{"title":"Children Vicariously Bearing the Future of the Faiths","authors":"Mary Darmanin","doi":"10.1163/18748929-bja10088","DOIUrl":null,"url":null,"abstract":"\n This article assesses the role of children in perpetuating the chain of memory of the faiths in Europe. Drawing on indepth interviews with parents/guardians and fifty-two children on the religious socialization of Roman Catholic, Muslim, and non-religious children in Malta, it argues that Roman Catholic children are now the bearers of “vicarious religion” of communities that have become “unchurched,” while Muslim children steady the “precarious” memory of Islam in Europe. The article explores how children propel adults’ religious practices, keeping parents and grandparents connected to the faiths, churches, and mosques. Given the moral panic regarding voluntary childlessness as a threat to the perpetuation of the faiths, the vital role children play in the chain of religious memory is acknowledged.","PeriodicalId":42630,"journal":{"name":"Journal of Religion in Europe","volume":null,"pages":null},"PeriodicalIF":0.4000,"publicationDate":"2023-08-28","publicationTypes":"Journal Article","fieldsOfStudy":null,"isOpenAccess":false,"openAccessPdf":"","citationCount":"0","resultStr":null,"platform":"Semanticscholar","paperid":null,"PeriodicalName":"Journal of Religion in Europe","FirstCategoryId":"1085","ListUrlMain":"https://doi.org/10.1163/18748929-bja10088","RegionNum":0,"RegionCategory":null,"ArticlePicture":[],"TitleCN":null,"AbstractTextCN":null,"PMCID":null,"EPubDate":"","PubModel":"","JCR":"0","JCRName":"RELIGION","Score":null,"Total":0}
引用次数: 0
Abstract
This article assesses the role of children in perpetuating the chain of memory of the faiths in Europe. Drawing on indepth interviews with parents/guardians and fifty-two children on the religious socialization of Roman Catholic, Muslim, and non-religious children in Malta, it argues that Roman Catholic children are now the bearers of “vicarious religion” of communities that have become “unchurched,” while Muslim children steady the “precarious” memory of Islam in Europe. The article explores how children propel adults’ religious practices, keeping parents and grandparents connected to the faiths, churches, and mosques. Given the moral panic regarding voluntary childlessness as a threat to the perpetuation of the faiths, the vital role children play in the chain of religious memory is acknowledged.
期刊介绍:
The peer-reviewed Journal of Religion in Europe (JRE) provides a forum for multi-disciplinary research into the complex dynamics of religious discourses and practices in Europe, both historically and contemporary. The Journal’s underlying idea is that religion in Europe is characterized by a variety of pluralisms. There is a pluralism of religious communities that actively engage with one another; there exists a pluralism of societal systems, such as nation, law, politics, economy, science, and art, all of them interacting with religious systems; finally, in a pluralism of scholarly discourses religious studies, legal studies, history, anthropology, sociology, philosophy, and psychology are addressing the religious dynamics involved.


Exercise -
In how many lines of the data does the word "fingers" appear? Give the number by itself.

Source records -

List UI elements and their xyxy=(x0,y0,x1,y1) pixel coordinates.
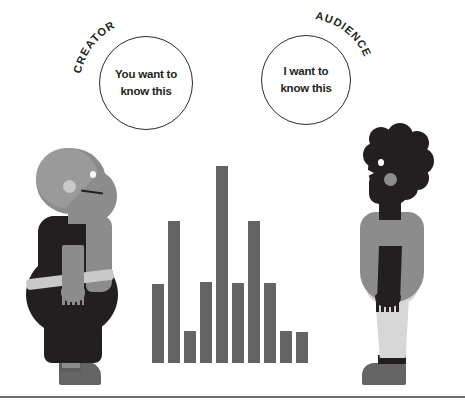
audience-fingers xyxy=(376,302,400,312)
chart-bar xyxy=(280,331,292,363)
chart-bar xyxy=(216,166,228,363)
chart-bar xyxy=(152,284,164,363)
audience-bubble-text: I want to know this xyxy=(274,63,337,96)
chart-bar xyxy=(248,221,260,363)
bar-chart xyxy=(150,160,316,363)
chart-bar xyxy=(184,331,196,363)
chart-bar xyxy=(232,283,244,363)
audience-thought-bubble: I want to know this xyxy=(261,35,351,125)
audience-shoe xyxy=(362,363,406,385)
chart-bar xyxy=(264,283,276,363)
creator-fingers xyxy=(62,296,84,305)
creator-earring xyxy=(63,180,76,193)
creator-eye xyxy=(90,171,96,178)
audience-earring xyxy=(384,173,397,186)
creator-thought-bubble: You want to know this xyxy=(99,36,193,130)
chart-bar xyxy=(168,221,180,363)
audience-eye xyxy=(378,159,384,166)
creator-bubble-text: You want to know this xyxy=(109,66,183,99)
illustration-canvas: You want to know this CREATOR I want to … xyxy=(0,0,465,407)
bottom-divider xyxy=(0,396,465,398)
chart-bar xyxy=(200,282,212,363)
chart-bar xyxy=(296,332,308,363)
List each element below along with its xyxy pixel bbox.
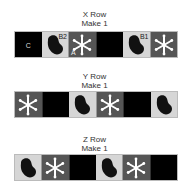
tile-label: C: [15, 42, 42, 49]
mitten-icon: [18, 157, 38, 179]
tile-label: A: [71, 49, 76, 56]
tile-black: C: [15, 32, 42, 57]
tile-snowflake: [42, 155, 69, 180]
tile-mitten: [96, 155, 123, 180]
tile-mitten: [69, 92, 97, 117]
tile-mitten: B2: [42, 32, 70, 57]
mitten-icon: [99, 157, 119, 179]
tile-black: [97, 32, 124, 57]
tile-snowflake: [15, 92, 43, 117]
tile-black: [124, 92, 151, 117]
y-row-tiles: [14, 91, 178, 118]
snowflake-icon: [44, 157, 66, 179]
row-subtitle: Make 1: [0, 81, 189, 90]
row-title: X Row: [0, 10, 189, 19]
tile-snowflake: [97, 92, 125, 117]
z-row-tiles: [14, 154, 178, 181]
snowflake-icon: [153, 34, 175, 56]
x-row-title: X Row Make 1: [0, 10, 189, 28]
tile-mitten: [151, 92, 178, 117]
tile-snowflake: [151, 32, 178, 57]
z-row-title: Z Row Make 1: [0, 135, 189, 153]
tile-label: B2: [58, 33, 67, 40]
tile-mitten: [15, 155, 42, 180]
mitten-icon: [72, 94, 92, 116]
tile-label: B1: [140, 33, 149, 40]
snowflake-icon: [99, 94, 121, 116]
tile-black: [43, 92, 70, 117]
tile-mitten: B1: [123, 32, 151, 57]
tile-snowflake: [123, 155, 150, 180]
row-title: Y Row: [0, 72, 189, 81]
tile-snowflake: A: [69, 32, 97, 57]
tile-black: [70, 155, 96, 180]
y-row-title: Y Row Make 1: [0, 72, 189, 90]
row-title: Z Row: [0, 135, 189, 144]
tile-black: [151, 155, 177, 180]
x-row-tiles: C B2 A B1: [14, 31, 178, 58]
snowflake-icon: [125, 157, 147, 179]
row-subtitle: Make 1: [0, 144, 189, 153]
snowflake-icon: [17, 94, 39, 116]
mitten-icon: [154, 94, 174, 116]
row-subtitle: Make 1: [0, 19, 189, 28]
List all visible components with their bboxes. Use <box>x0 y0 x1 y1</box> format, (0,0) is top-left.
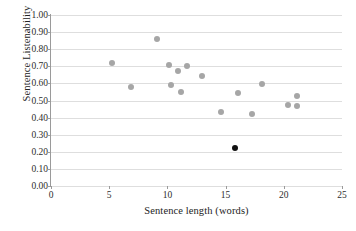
y-axis-tick-mark <box>47 118 50 119</box>
x-axis-tick-mark <box>51 186 52 189</box>
data-point <box>154 36 160 42</box>
plot-area <box>51 15 342 186</box>
x-axis-tick-label: 5 <box>94 190 124 201</box>
data-point <box>294 103 300 109</box>
y-axis-tick-mark <box>47 15 50 16</box>
data-point <box>294 93 300 99</box>
x-axis-tick-label: 20 <box>269 190 299 201</box>
x-axis-tick-label: 10 <box>152 190 182 201</box>
x-axis-tick-mark <box>284 186 285 189</box>
y-axis-tick-label: 0.50 <box>4 96 48 106</box>
y-axis-tick-label: 0.10 <box>4 164 48 174</box>
data-point <box>175 68 181 74</box>
y-axis-tick-mark <box>47 83 50 84</box>
data-point <box>285 102 291 108</box>
y-axis-tick-label: 0.90 <box>4 27 48 37</box>
gridline <box>51 186 342 187</box>
y-axis-tick-label: 0.30 <box>4 130 48 140</box>
y-axis-tick-mark <box>47 169 50 170</box>
y-axis-tick-label: 0.70 <box>4 61 48 71</box>
y-axis-tick-mark <box>47 152 50 153</box>
y-axis-tick-label: 0.60 <box>4 78 48 88</box>
scatter-chart: Sentence Listenability 0.000.100.200.300… <box>0 0 356 231</box>
y-axis-tick-mark <box>47 49 50 50</box>
data-point <box>184 63 190 69</box>
x-axis-tick-label: 15 <box>211 190 241 201</box>
y-axis-tick-mark <box>47 135 50 136</box>
x-axis-tick-mark <box>226 186 227 189</box>
data-point <box>178 89 184 95</box>
x-axis-tick-label: 25 <box>327 190 356 201</box>
data-point <box>199 73 205 79</box>
y-axis-tick-label: 0.80 <box>4 44 48 54</box>
data-point <box>232 145 238 151</box>
y-axis-tick-label: 0.20 <box>4 147 48 157</box>
y-axis-tick-label: 1.00 <box>4 10 48 20</box>
x-axis-tick-mark <box>109 186 110 189</box>
data-point <box>235 90 241 96</box>
data-point <box>166 62 172 68</box>
x-axis-title: Sentence length (words) <box>51 205 342 216</box>
data-point <box>168 82 174 88</box>
x-axis-tick-mark <box>342 186 343 189</box>
y-axis-tick-mark <box>47 101 50 102</box>
x-axis-tick-label: 0 <box>36 190 66 201</box>
y-axis-tick-label: 0.40 <box>4 113 48 123</box>
y-axis-tick-mark <box>47 32 50 33</box>
data-point <box>128 84 134 90</box>
data-point <box>218 109 224 115</box>
data-point <box>109 60 115 66</box>
y-axis-tick-mark <box>47 186 50 187</box>
data-point <box>249 111 255 117</box>
data-point <box>259 81 265 87</box>
x-axis-tick-mark <box>167 186 168 189</box>
data-points-layer <box>51 15 342 186</box>
y-axis-tick-mark <box>47 66 50 67</box>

Response -
2